#### AIM OF THE TASK
An exact transcript is required of the lines below, from the one containing "Identify the location" through the very last; leave every picture out of it.

#### DATASET CONTENT
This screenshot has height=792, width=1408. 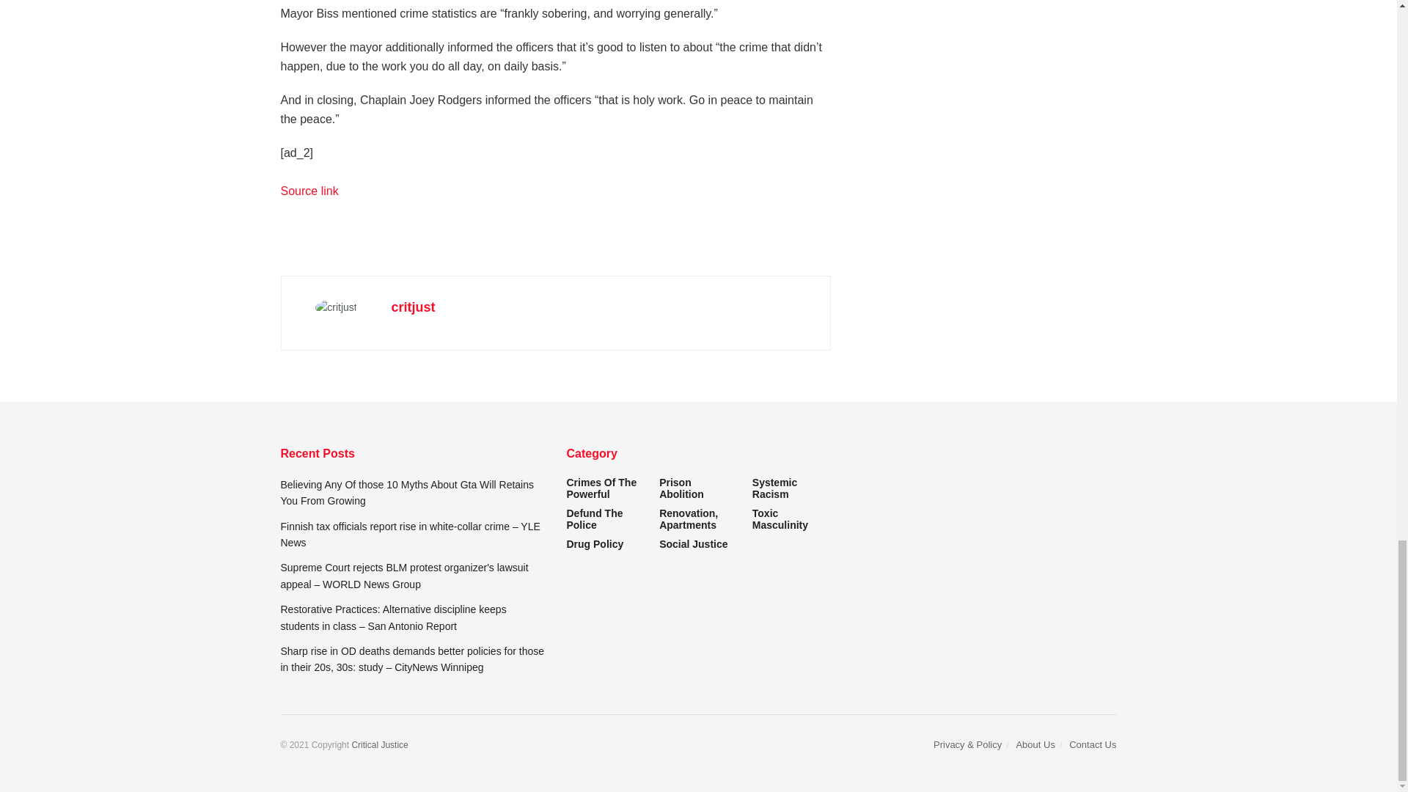 What do you see at coordinates (309, 191) in the screenshot?
I see `Source link` at bounding box center [309, 191].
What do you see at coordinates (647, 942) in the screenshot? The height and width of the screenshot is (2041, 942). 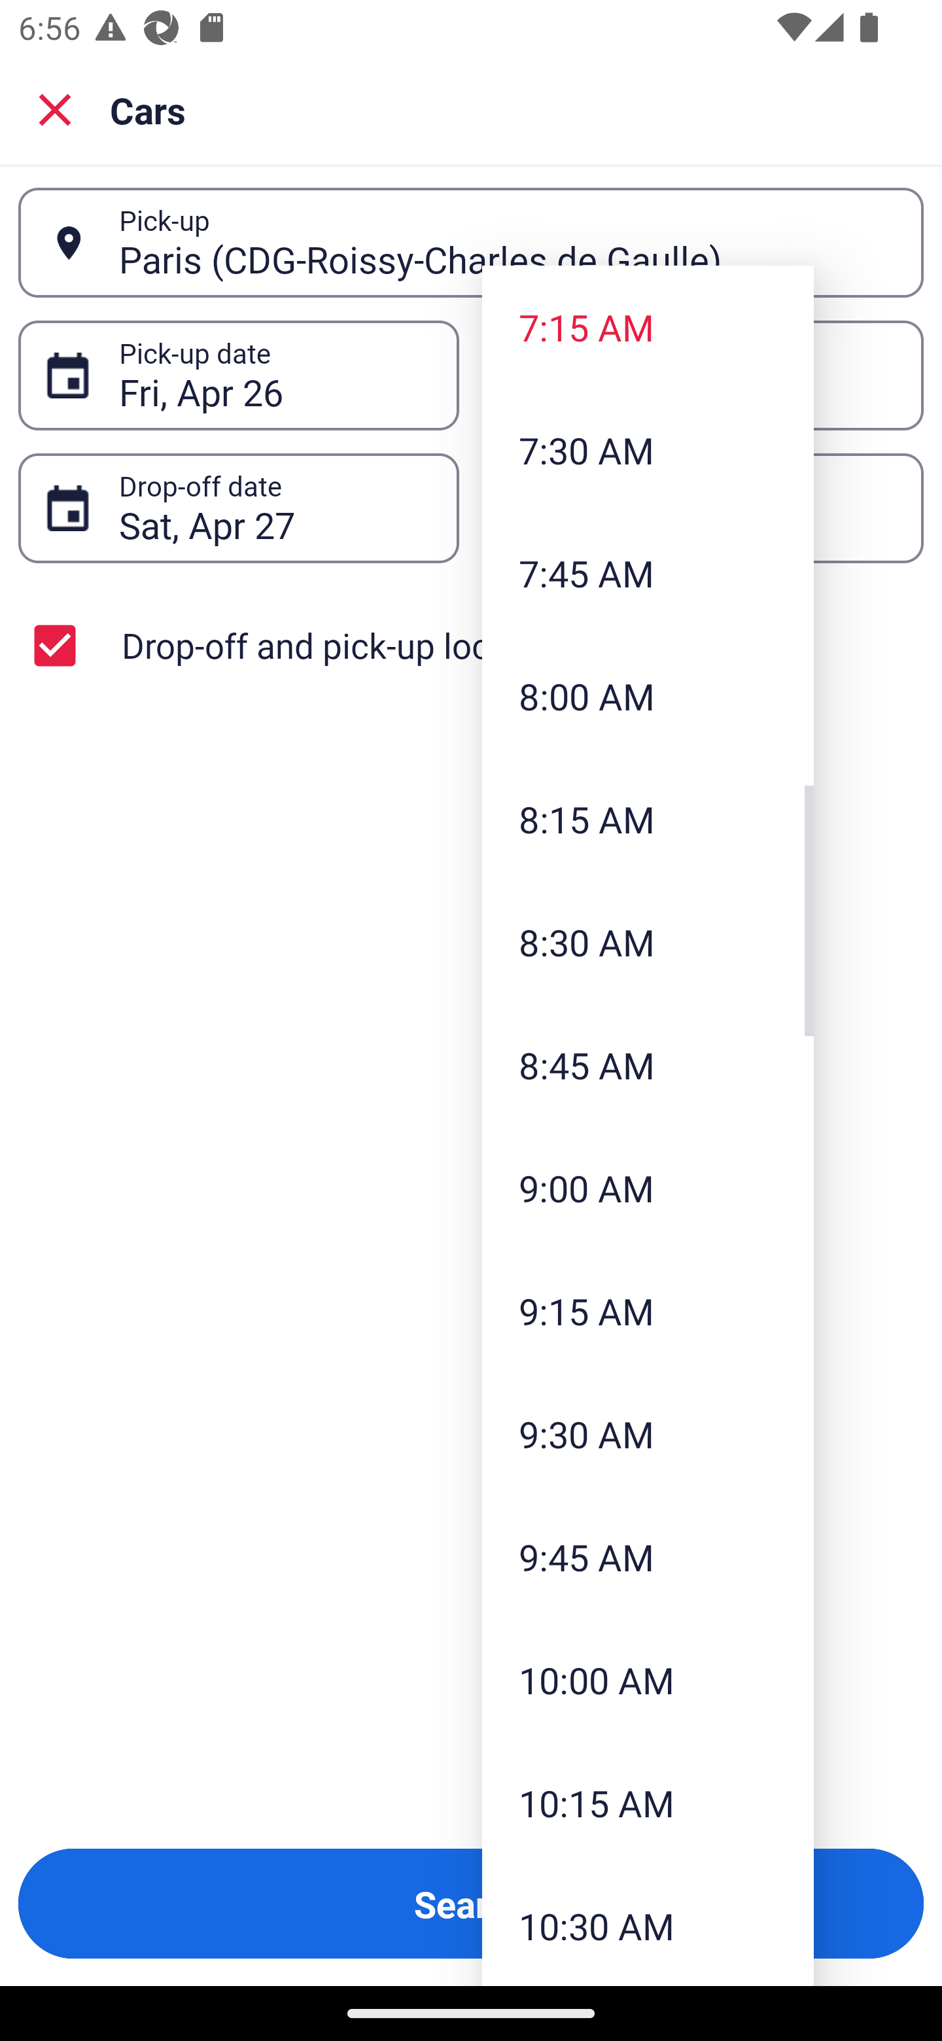 I see `8:30 AM` at bounding box center [647, 942].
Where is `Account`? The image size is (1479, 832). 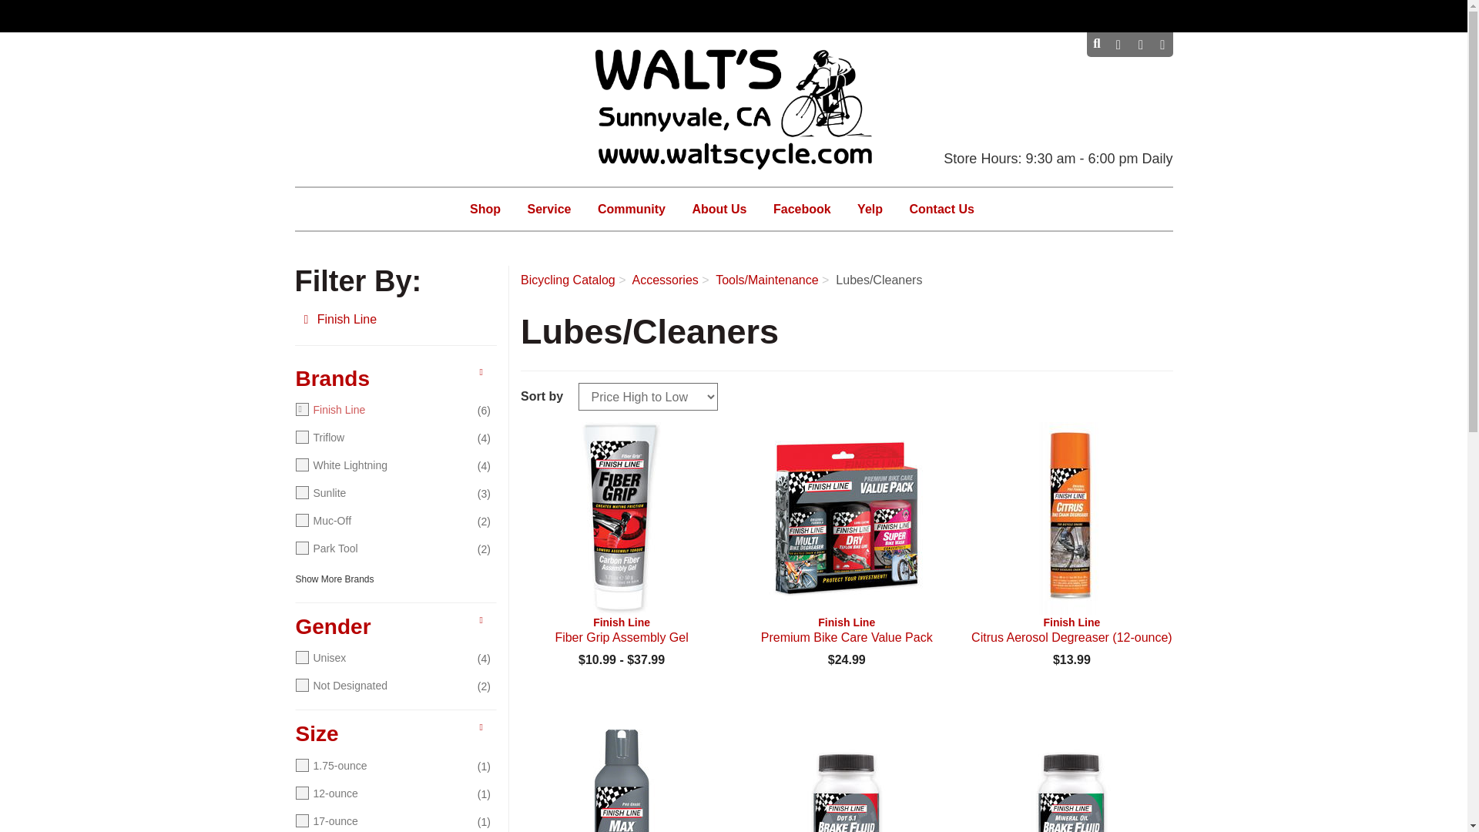 Account is located at coordinates (1162, 45).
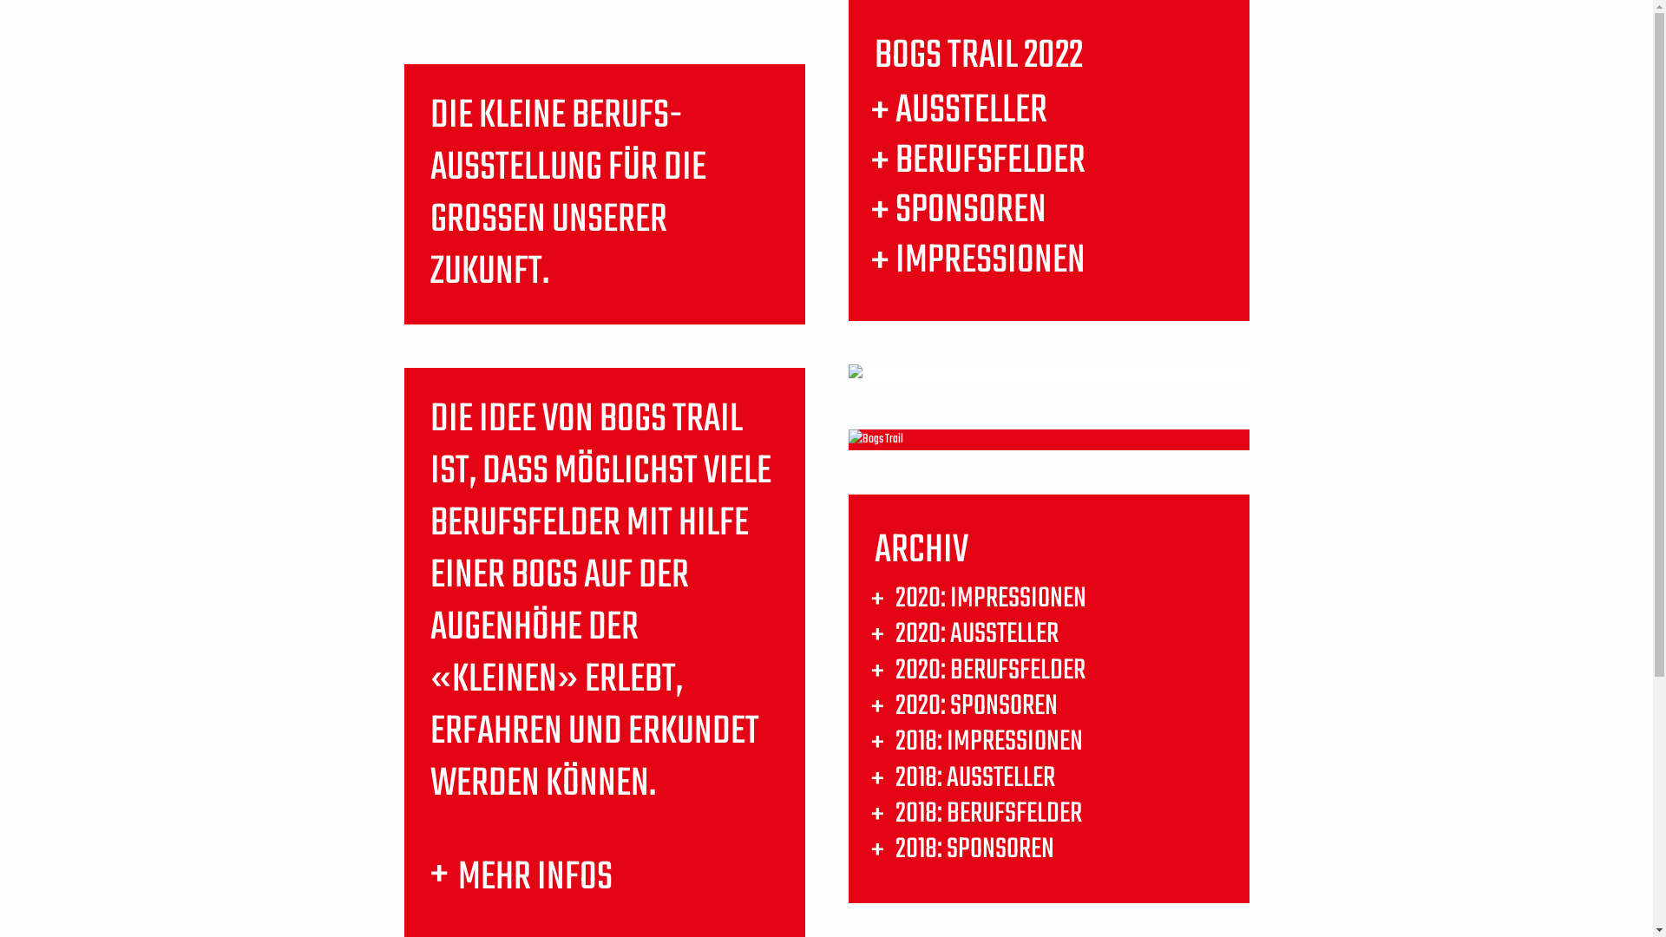 This screenshot has width=1666, height=937. I want to click on SPONSOREN, so click(971, 211).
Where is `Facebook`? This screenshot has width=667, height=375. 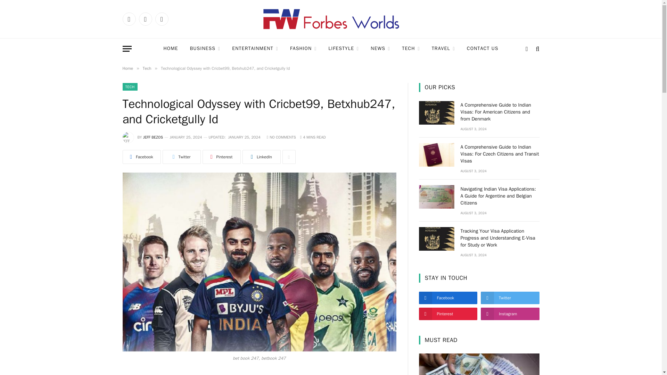 Facebook is located at coordinates (129, 19).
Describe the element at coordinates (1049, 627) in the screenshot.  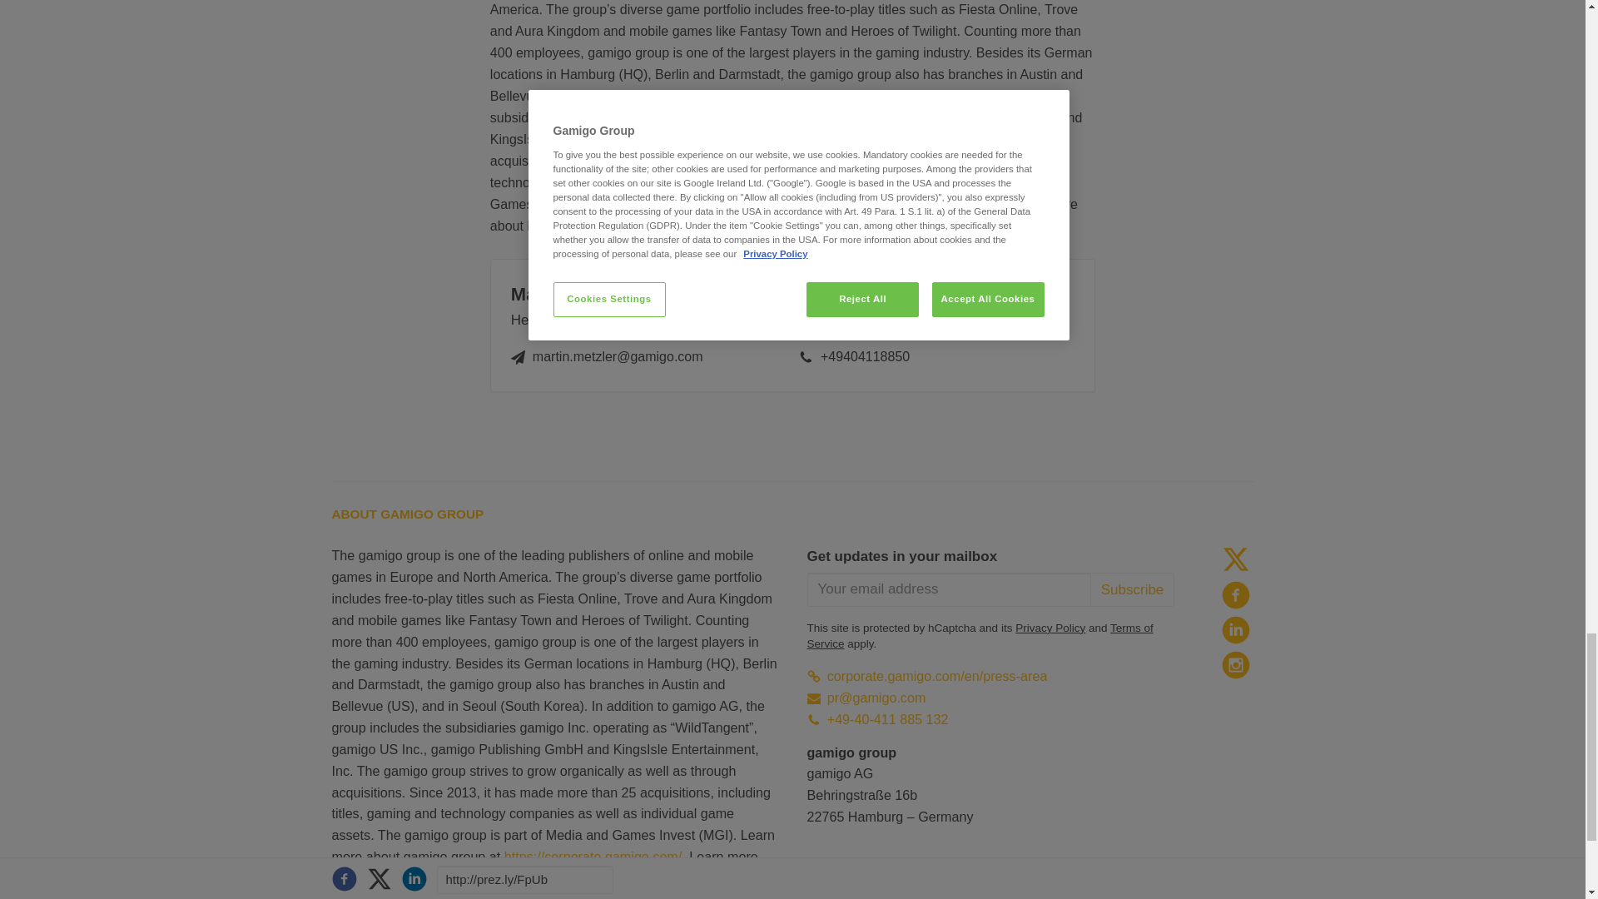
I see `Privacy Policy` at that location.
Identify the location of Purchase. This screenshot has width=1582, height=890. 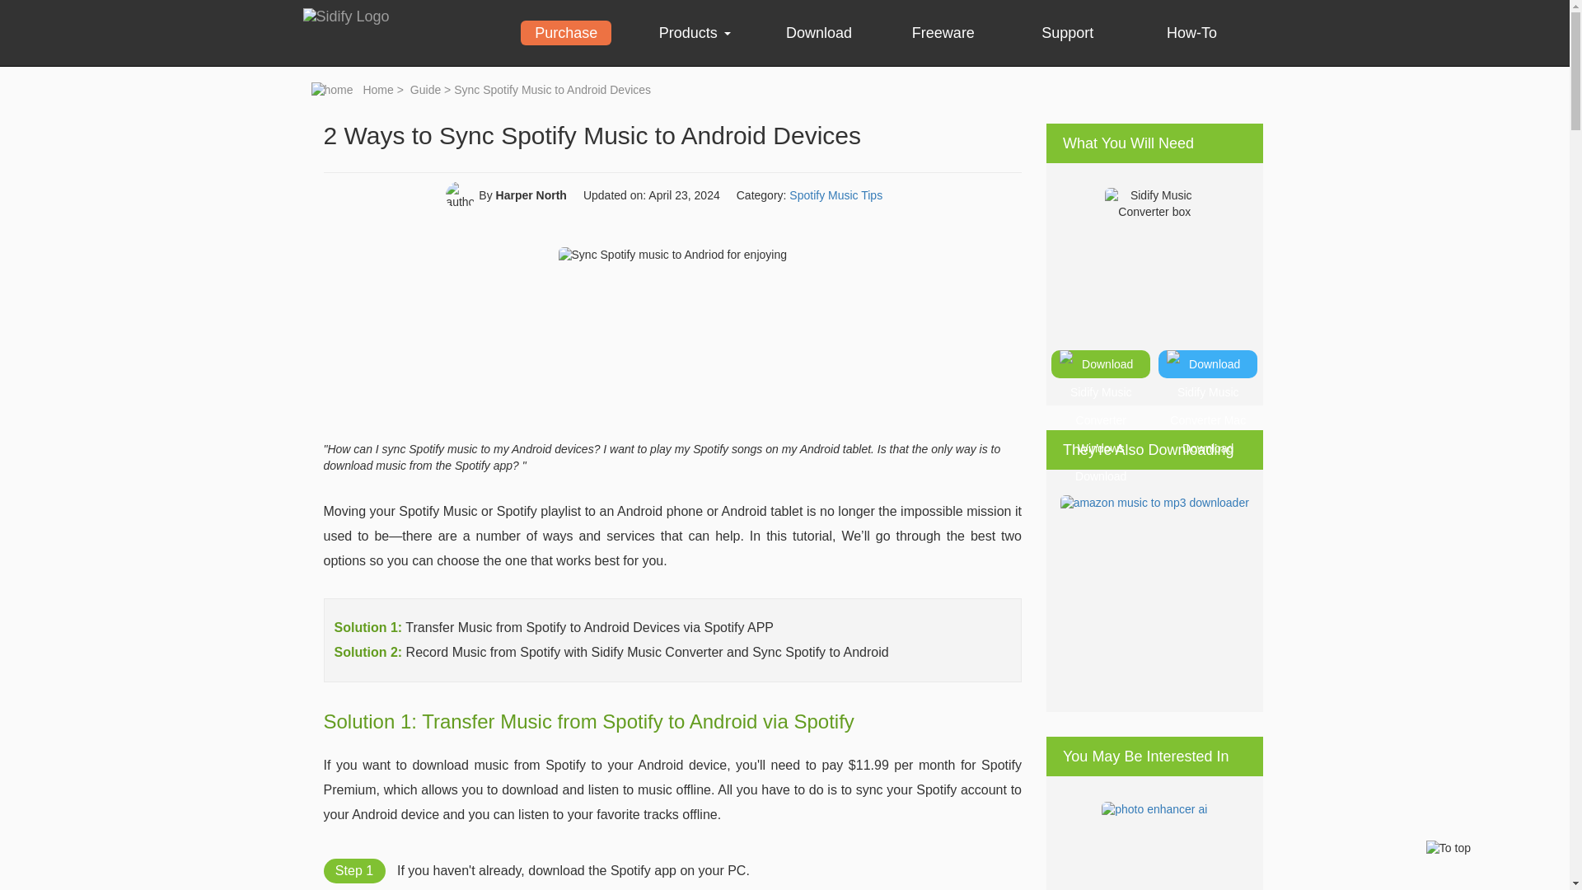
(565, 33).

#### ANSWER SPACE
Identify the location of Purchase. This screenshot has width=1582, height=890. 
(565, 33).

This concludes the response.